Mom had many other talents as well. She could draw, paint, and sew. Her portfolio from a high school design class lives to this day and is full of flawlessly executed assignments on proportion and aesthetics. Paintings she did in Taiwan show her ability in Chinese style brushwork. The clothes she made for us looked finely tailored.

She loved to read. At the lake, where we rented a cabin for a week or two, you would find her underneath a tree on the patio burning through a romance novel or some nonfiction work like Mary, Queen of Scots.

She loved to spend cool summer evenings with her family and friends around the kitchen table sharing laughs and stories and sipping drinks. To this day, if I catch the scent of certain cocktails I am transported back to scenes like this. It is the feeling of being secure within the bosom of a large extended family.

After we grew up and some of us moved away, Mom spent the 90s babysitting grandkids and visiting her far-flung children, who are now transplanted elsewhere from Skaneateles to California. At the turn of the century my parents slowed down and traveled less.

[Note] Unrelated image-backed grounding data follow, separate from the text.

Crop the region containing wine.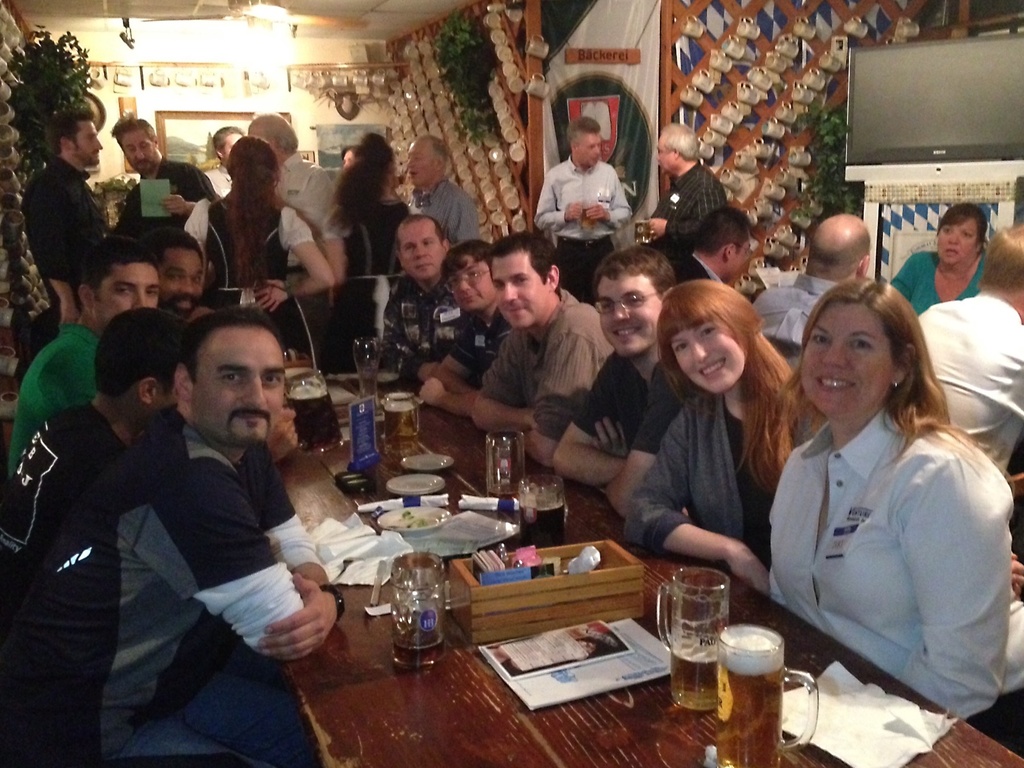
Crop region: <box>392,621,451,669</box>.
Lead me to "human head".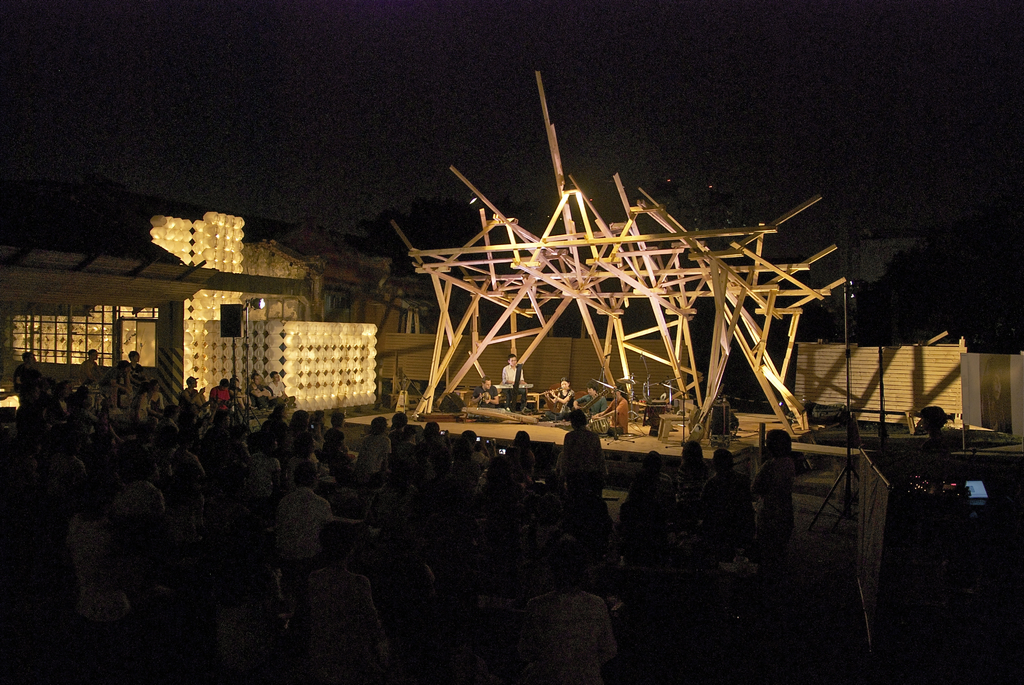
Lead to <region>216, 411, 230, 429</region>.
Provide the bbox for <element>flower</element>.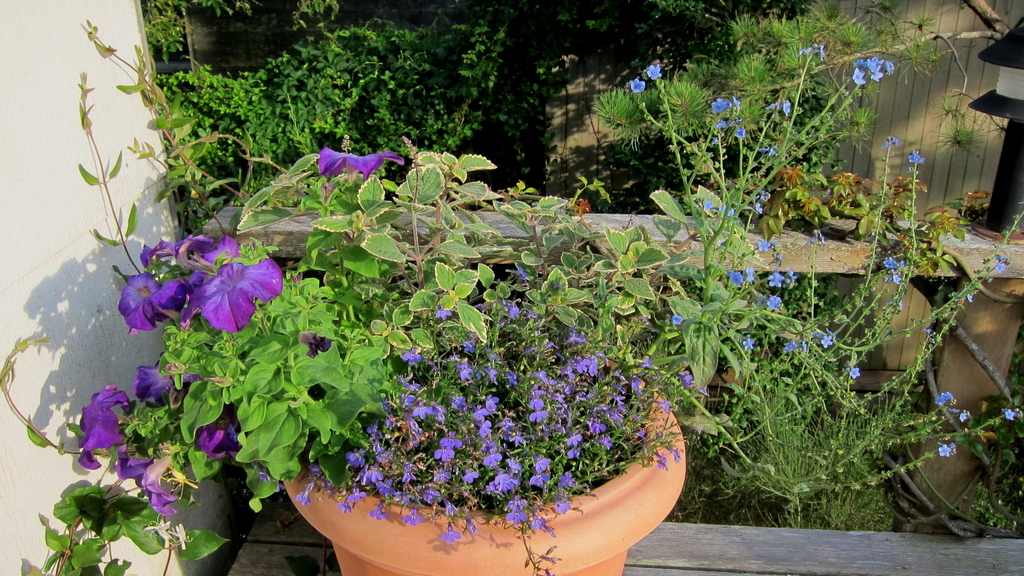
[895, 275, 902, 284].
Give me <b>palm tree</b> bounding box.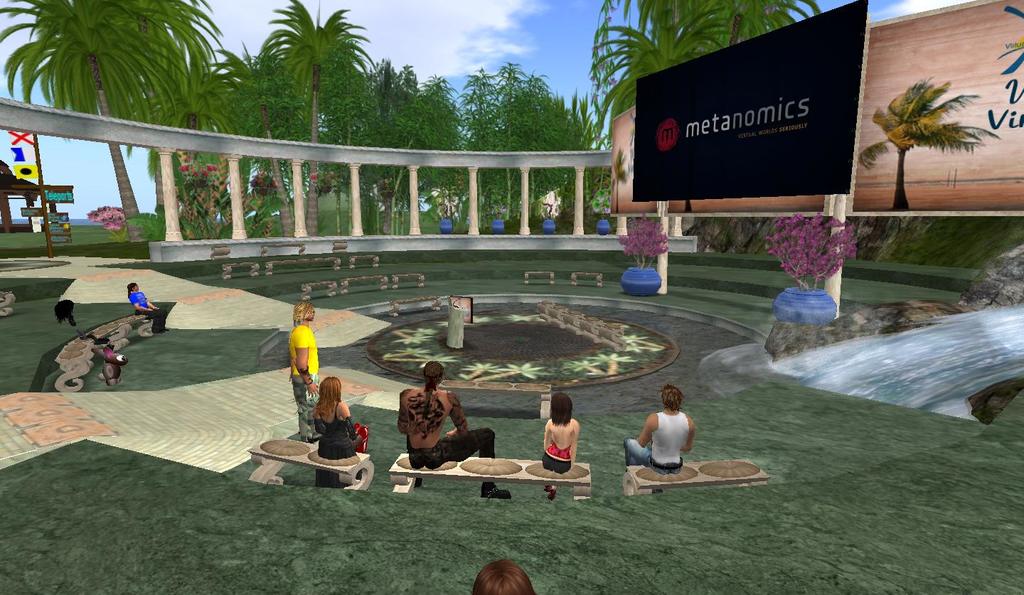
Rect(457, 70, 508, 188).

If you visited them in the last ten years you’d swear Mom wanted to kill my father. The tension was palpable but the threat was empty. Rummaging through the house recently I stumbled across a card from Mom to Dad. Inside it read, “I can’t live without you; you mean everything to me.” And so this year, a little over 16 months from my father’s passing, she left this world, mere yards from where she entered it. She joins people that she missed dearly in her final years - Ella Mae, Tootsie, Cookie, Rocky, Ed, her parents. My father.